Rep. Jeremy Faison (R-Cosby) doesn’t think gender-affirming care for transgender people will age well — he wants health care providers and insurance companies to keep records on transgender patients and their treatments. 

House Bill 754/Senate Bill 676 is now on its way to Gov. Bill Lee’s desk to be signed into law, having passed the Senate Monday afternoon. Under the legislation, the Tennessee Department of Health would produce an aggregate report on a public website listing the number and nature of gender-affirming treatments across the state. Bill sponsors promise that patients’ identifying information will not be shared. The bill also requires insurance companies that cover gender-affirming care for trans people to also cover detransition treatment. It prohibits local governments from enacting policies banning talk therapy as a treatment for gender dysphoria, with bill co-sponsor Sen. Brent Taylor (R-Memphis) expressing concern on the Senate floor Monday that this form of therapy would get tied up in the state’s ban on conversion therapy. 

Under its latest amendment, the legislation will no longer include a patient’s county in public-facing data. Taylor told his fellow lawmakers Monday that this amendment comes at the request of protesters he recently spoke with outside the Capitol who were concerned that trans people in small towns could be outed. Taylor also said he views gender-affirming care as a “fad” and compared the data collection to reporting cases of botulism, smallpox, ebola, measles, rabies and sexually transmitted diseases such as HIV and AIDS. Co-sponsor Faison compared gender-affirming care to “frontal lobotomies” last week.  

Sen. Jeff Yarbro (D-Nashville) called the bill a “remarkably invasive surveillance protocol.” 

“We are singling out one group for one of the most unusual and most invasive surveillance regimes imaginable,” Yarbro said on the Senate floor Monday. “There are other reporting requirements, but they do not require reporting someone's physician, their drugs, the dosages — they certainly don't require reporting mental health diagnoses.” 

HB 754 raises alarm for the transgender community, especially as it follows a recent slate of anti-trans legislation — including a ban on gender-affirming care for minors in 2023. That ban was upheld by the Supreme Court of the United States following a lawsuit from the American Civil Liberties Union and some Tennessee families. State Attorney General Jonathan Skrmetti also launched a probe in 2023 during which Vanderbilt University Medical Center produced patient records for 106 transgender individuals. Two of those patients filed a lawsuit at the time, citing concerns for their safety. VUMC also recently halted gender-affirming surgeries, though such procedures are still legal in the state.  

​​“The construction of this bill is meant to make essential what they refer to as detransition care, and to do that, they say they need all of this other data in case somebody wants to ‘take back’ one of those decisions later on,” said Dahron Johnson, co-chair of the Nashville committee of the Tennessee Equality Project, prior to the vote.

As the bill was heard, roughly 20 protesters gathered in the state Capitol chanted: “When trans rights are under attack, what do we do? Stand up, fight back.” 

“It creates a great concern that this doesn't only affect trans and gender-diverse folks, but any variety of patients who get care that helps them feel at home in their own bodies,” Johnson said. “And if we're going to have that discussion, then we should be having a discussion about how it helps you, how it helps me, how it helps all these folks behind me, and how it helps any of the folks at home — how this state can support any of us feeling healthy and whole. 

Hamilton Matthew Masters contributed to reporting.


The task calls for every entry to be printed word for word, without the images.

# # #

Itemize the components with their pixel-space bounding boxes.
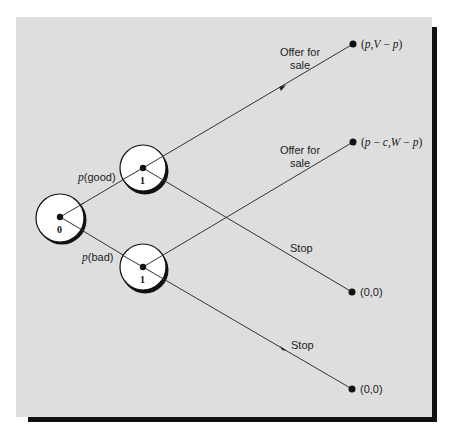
terminal-dot-4 (349, 386, 356, 393)
node0-label: 0 (57, 224, 62, 235)
node1-bad-label: 1 (140, 274, 145, 285)
offer-for-sale-label-good: Offer for sale (278, 46, 322, 71)
offer-for-sale-label-bad: Offer for sale (278, 144, 322, 169)
terminal-dot-3 (349, 289, 356, 296)
stop-label-good: Stop (290, 242, 313, 254)
payoff-1: (p,V − p) (361, 38, 402, 50)
node1-good-label: 1 (140, 175, 145, 186)
stop-label-bad: Stop (291, 339, 314, 351)
node1-bad-dot (140, 264, 146, 270)
p-good-label: p(good) (78, 171, 116, 183)
game-tree-svg (0, 0, 455, 435)
edge-good-stop (143, 168, 352, 292)
edge-bad-stop (143, 267, 352, 389)
payoff-2: (p − c,W − p) (361, 136, 422, 148)
node0-dot (57, 214, 63, 220)
p-bad-label: p(bad) (82, 251, 113, 263)
terminal-dot-1 (350, 41, 357, 48)
payoff-4: (0,0) (360, 383, 383, 395)
payoff-3: (0,0) (360, 286, 383, 298)
node1-good-dot (140, 165, 146, 171)
terminal-dot-2 (350, 139, 357, 146)
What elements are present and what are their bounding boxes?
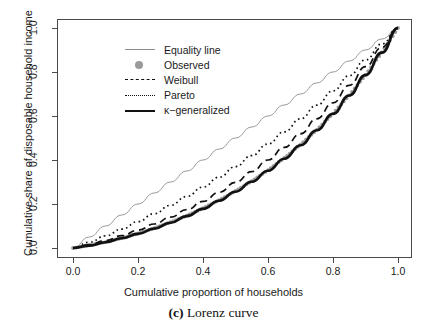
kappa-generalized-solid-key-icon [123,103,157,118]
y-tick-label: 0.6 [26,110,40,122]
x-tick-mark [73,258,74,263]
legend-item-kappa-generalized: κ−generalized [123,103,273,118]
x-tick-label: 0.0 [53,265,93,277]
x-tick-label: 0.8 [313,265,353,277]
x-tick-mark [138,258,139,263]
y-tick-mark [52,28,57,29]
caption-text: Lorenz curve [187,305,259,320]
y-tick-label: 0.0 [26,242,40,254]
legend-item-equality-line: Equality line [123,42,273,57]
legend-label: Observed [157,59,210,71]
y-tick-mark [52,72,57,73]
x-tick-label: 1.0 [378,265,418,277]
figure-caption: (c) Lorenz curve [0,305,427,321]
legend-label: Weibull [157,74,198,86]
y-tick-mark [52,116,57,117]
y-tick-mark [52,160,57,161]
caption-prefix: (c) [169,305,184,320]
legend-item-pareto: Pareto [123,88,273,103]
weibull-dashed-key-icon [123,72,157,87]
legend-label: κ−generalized [157,104,230,116]
legend-label: Pareto [157,89,195,101]
x-axis-title: Cumulative proportion of households [0,286,427,298]
y-tick-label: 0.2 [26,198,40,210]
legend-item-observed: Observed [123,57,273,72]
x-tick-label: 0.6 [248,265,288,277]
pareto-dotted-key-icon [123,88,157,103]
y-tick-label: 0.4 [26,154,40,166]
legend-item-weibull: Weibull [123,72,273,87]
x-tick-mark [333,258,334,263]
chart-legend: Equality line Observed Weibull Pareto [123,42,273,118]
x-tick-mark [398,258,399,263]
y-tick-label: 1.0 [26,22,40,34]
x-tick-label: 0.4 [183,265,223,277]
x-tick-label: 0.2 [118,265,158,277]
equality-line-key-icon [123,42,157,57]
x-tick-mark [268,258,269,263]
y-tick-label: 0.8 [26,66,40,78]
legend-label: Equality line [157,44,221,56]
y-axis-title: Cumulative share of disposable household… [22,8,34,258]
observed-point-key-icon [123,57,157,72]
y-tick-mark [52,248,57,249]
y-tick-mark [52,204,57,205]
x-tick-mark [203,258,204,263]
plot-area: Equality line Observed Weibull Pareto [57,19,412,258]
lorenz-curve-figure: Equality line Observed Weibull Pareto [0,0,427,333]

# # #

# [OUTPUT OF THE EXERCISE]
Itemize the components with their pixel-space bounding boxes.
terminal-dot-4 (349, 386, 356, 393)
node0-label: 0 (57, 224, 62, 235)
node1-bad-label: 1 (140, 274, 145, 285)
offer-for-sale-label-good: Offer for sale (278, 46, 322, 71)
offer-for-sale-label-bad: Offer for sale (278, 144, 322, 169)
terminal-dot-3 (349, 289, 356, 296)
stop-label-good: Stop (290, 242, 313, 254)
payoff-1: (p,V − p) (361, 38, 402, 50)
node1-good-label: 1 (140, 175, 145, 186)
stop-label-bad: Stop (291, 339, 314, 351)
node1-bad-dot (140, 264, 146, 270)
p-good-label: p(good) (78, 171, 116, 183)
game-tree-svg (0, 0, 455, 435)
edge-good-stop (143, 168, 352, 292)
edge-bad-stop (143, 267, 352, 389)
payoff-2: (p − c,W − p) (361, 136, 422, 148)
node0-dot (57, 214, 63, 220)
p-bad-label: p(bad) (82, 251, 113, 263)
terminal-dot-1 (350, 41, 357, 48)
payoff-4: (0,0) (360, 383, 383, 395)
payoff-3: (0,0) (360, 286, 383, 298)
node1-good-dot (140, 165, 146, 171)
terminal-dot-2 (350, 139, 357, 146)
What elements are present and what are their bounding boxes?
kappa-generalized-solid-key-icon [123,103,157,118]
y-tick-label: 0.6 [26,110,40,122]
x-tick-mark [73,258,74,263]
legend-item-kappa-generalized: κ−generalized [123,103,273,118]
x-tick-label: 0.0 [53,265,93,277]
x-tick-label: 0.8 [313,265,353,277]
x-tick-mark [138,258,139,263]
y-tick-mark [52,28,57,29]
caption-text: Lorenz curve [187,305,259,320]
y-tick-label: 0.0 [26,242,40,254]
legend-item-equality-line: Equality line [123,42,273,57]
legend-label: Observed [157,59,210,71]
y-tick-mark [52,72,57,73]
x-tick-label: 1.0 [378,265,418,277]
figure-caption: (c) Lorenz curve [0,305,427,321]
legend-label: Weibull [157,74,198,86]
y-tick-mark [52,116,57,117]
y-tick-mark [52,160,57,161]
caption-prefix: (c) [169,305,184,320]
legend-item-pareto: Pareto [123,88,273,103]
weibull-dashed-key-icon [123,72,157,87]
legend-label: κ−generalized [157,104,230,116]
legend-label: Pareto [157,89,195,101]
x-axis-title: Cumulative proportion of households [0,286,427,298]
y-tick-label: 0.2 [26,198,40,210]
legend-item-observed: Observed [123,57,273,72]
x-tick-label: 0.6 [248,265,288,277]
pareto-dotted-key-icon [123,88,157,103]
y-tick-label: 0.4 [26,154,40,166]
legend-item-weibull: Weibull [123,72,273,87]
x-tick-mark [333,258,334,263]
chart-legend: Equality line Observed Weibull Pareto [123,42,273,118]
x-tick-mark [398,258,399,263]
y-tick-label: 1.0 [26,22,40,34]
x-tick-label: 0.4 [183,265,223,277]
x-tick-label: 0.2 [118,265,158,277]
equality-line-key-icon [123,42,157,57]
x-tick-mark [268,258,269,263]
y-tick-label: 0.8 [26,66,40,78]
legend-label: Equality line [157,44,221,56]
y-axis-title: Cumulative share of disposable household… [22,8,34,258]
observed-point-key-icon [123,57,157,72]
y-tick-mark [52,248,57,249]
y-tick-mark [52,204,57,205]
x-tick-mark [203,258,204,263]
plot-area: Equality line Observed Weibull Pareto [57,19,412,258]
lorenz-curve-figure: Equality line Observed Weibull Pareto [0,0,427,333]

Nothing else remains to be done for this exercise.